Robert C. Palmer, Cullen Professor of History and Law, The University of Houston

The plea rolls allow detailed work both in the number of lawyers who worked as attorneys in the court of common pleas and in the definition of the area in which they took clients. The information facilitates assessment of this branch of the legal profession, the functioning of both the central courts and local courts (in which these lawyers also worked), and social and local history. At this point detailed information is available for both 1563 and 1607 and less detailed information at points in between those two dates.

This page makes available a conference paper contrasting this analysis with the analysis of Christopher Brooks in his book Pettyfoggers and Vipers of the Commonwealth, a full listing of lawyers who worked as attorneys in the court of common pleas in 1607, and maps of their minimum catchment areas.

The conference at which the paper was delivered was the annual convention of the American Society for Legal History at Baltimore, November 2006.

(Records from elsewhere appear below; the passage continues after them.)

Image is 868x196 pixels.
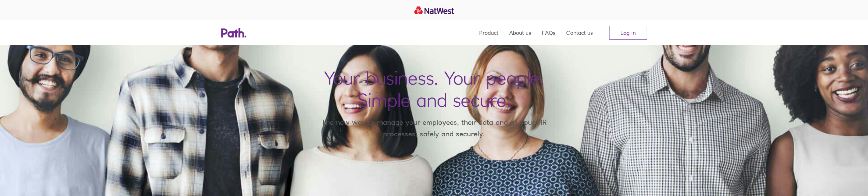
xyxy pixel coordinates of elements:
a: Log in [609,26,647,39]
a: FAQs [542,20,555,45]
a: About us [509,20,531,45]
p: The new way to manage your employees, their data and all your HR processes, safely and securely. [311,117,557,139]
a: Product [479,20,498,45]
a: Contact us [566,20,593,45]
h1: Your business. Your people. Simple and secure. [324,67,545,111]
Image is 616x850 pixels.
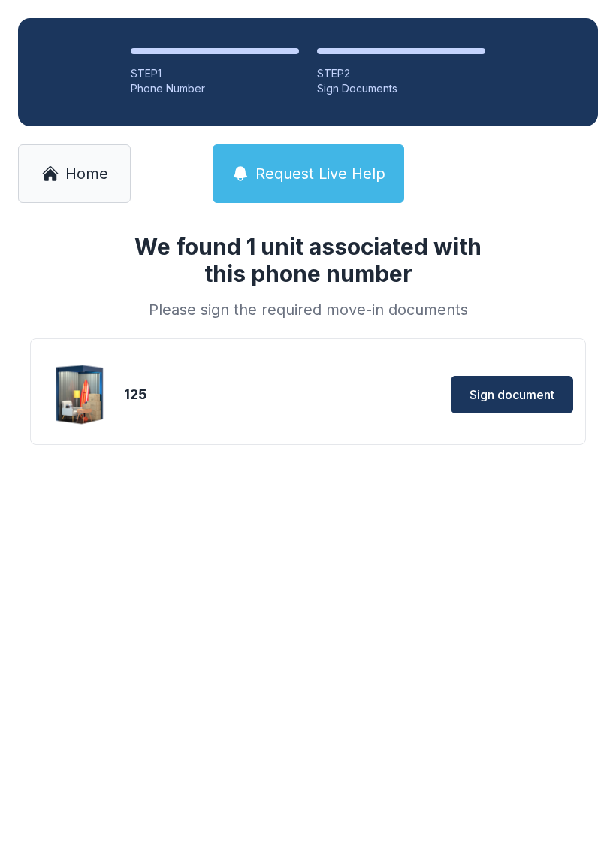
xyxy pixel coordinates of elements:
div: STEP 2 [317,66,486,81]
div: Phone Number [131,81,299,96]
span: Sign document [469,386,554,404]
span: Request Live Help [255,163,386,184]
span: Home [65,163,108,184]
div: 125 [124,384,304,405]
div: STEP 1 [131,66,299,81]
h1: We found 1 unit associated with this phone number [116,233,500,287]
div: Sign Documents [317,81,486,96]
div: Please sign the required move-in documents [116,299,500,320]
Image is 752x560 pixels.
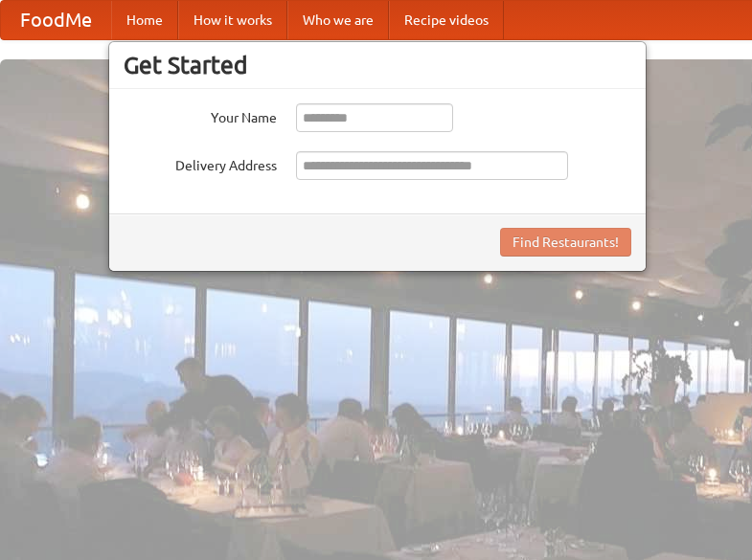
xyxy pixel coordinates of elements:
[123,151,276,175] label: Delivery Address
[1,1,111,39] a: FoodMe
[123,103,276,127] label: Your Name
[111,1,178,39] a: Home
[178,1,287,39] a: How it works
[500,228,631,257] button: Find Restaurants!
[287,1,389,39] a: Who we are
[123,51,631,80] h3: Get Started
[389,1,504,39] a: Recipe videos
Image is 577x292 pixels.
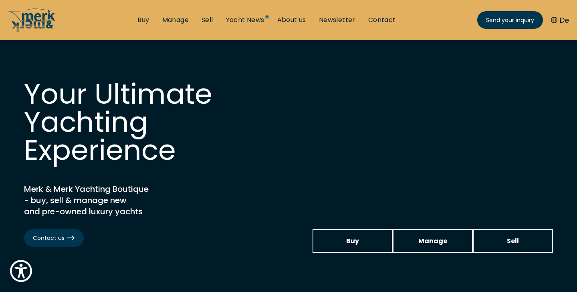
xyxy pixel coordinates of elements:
h1: Your Ultimate Yachting Experience [24,80,264,164]
a: Manage [162,16,189,24]
a: Manage [392,229,473,253]
a: About us [277,16,306,24]
a: Newsletter [319,16,355,24]
a: Contact us [24,229,84,247]
a: Yacht News [226,16,264,24]
a: Send your inquiry [477,11,543,29]
a: Contact [368,16,396,24]
button: De [551,15,569,26]
a: Buy [137,16,149,24]
span: Buy [346,236,359,246]
h2: Merk & Merk Yachting Boutique - buy, sell & manage new and pre-owned luxury yachts [24,183,224,217]
span: Send your inquiry [486,16,534,24]
a: Sell [473,229,553,253]
button: Show Accessibility Preferences [8,258,34,284]
span: Contact us [33,234,75,242]
a: Buy [312,229,392,253]
span: Sell [507,236,519,246]
span: Manage [418,236,447,246]
a: Sell [201,16,213,24]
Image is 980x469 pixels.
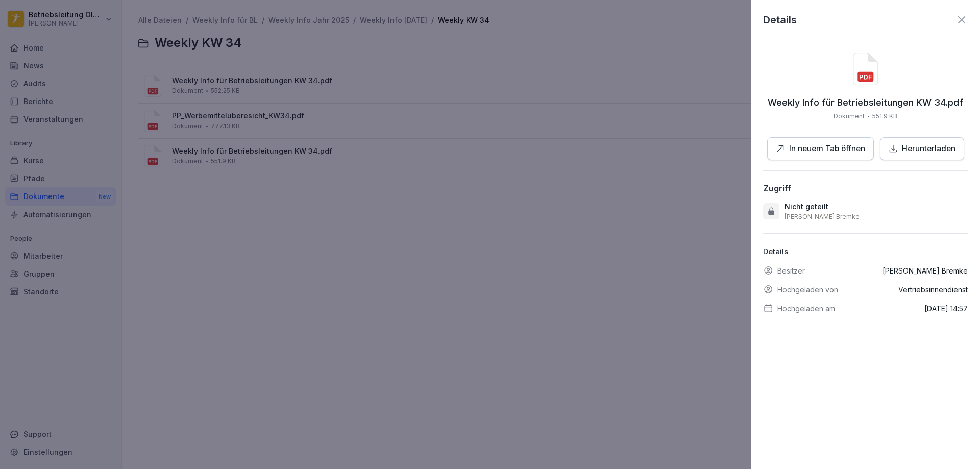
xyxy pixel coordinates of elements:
p: Weekly Info für Betriebsleitungen KW 34.pdf [767,98,963,108]
p: Besitzer [777,266,804,276]
div: Zugriff [763,183,791,194]
button: In neuem Tab öffnen [767,137,873,160]
button: Herunterladen [879,137,964,160]
p: Nicht geteilt [784,202,828,212]
p: 551.9 KB [872,112,897,121]
p: Hochgeladen von [777,284,838,295]
p: [DATE] 14:57 [924,303,967,314]
p: Details [763,12,796,28]
p: In neuem Tab öffnen [789,143,865,155]
p: Herunterladen [901,143,955,155]
p: [PERSON_NAME] Bremke [882,266,967,276]
p: Details [763,246,967,258]
p: Hochgeladen am [777,303,835,314]
p: Vertriebsinnendienst [898,284,967,295]
p: Dokument [833,112,864,121]
p: [PERSON_NAME] Bremke [784,213,859,221]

The full listing of attorneys indicates that there were at least 1,079 lawyers who could bring actions as attorneys in the court of common pleas at the point in time of Trinity term 1607. The figure includes attorneys who submitted attorney warrants in that term as well as attorneys who submitted such warrants both before and after that term. Attorneys who submitted warrants only either soon before or soon after the term are listed but not included in the count. The information for 1563 is not yet tabulated, but will be posted as soon as possible, probably before the summer of 2007. For both 1563 and 1607 a substantial number of lawyers submitted warrants from multiple counties and thus could not be identified predominately with a single county (entered as "various") or handled no defendants and thus could not be identified with county or region at all ("unknown").

The maps showing catchment areas of attorneys indicate only minimum catchment areas. In 1607 only defendants had their parish of residence specified. Thus definition of an attorney's catchment area can only be based on the clients who were defendants in actions. Clients who were plaintiffs probably came from roughly the same area, but were in greater numbers, since many defendants settled with the plaintiff prior to retaining lawyers in the case. The catchment area definition includes information from 1607 to 1609. The material for 1563 is somewhat different, in that at that time plaintiffs were often identified also by parish of residence.

The maps demonstrate, among other things, the difficulty of assigning attorneys to individual counties (since most took clients from more than one). The degree to which all areas of the country were served by multiple attorneys, who also often spent term-time in the inns in London, suggests strongly that attorneys were a major means by which information, social and political, was gathered and disseminated.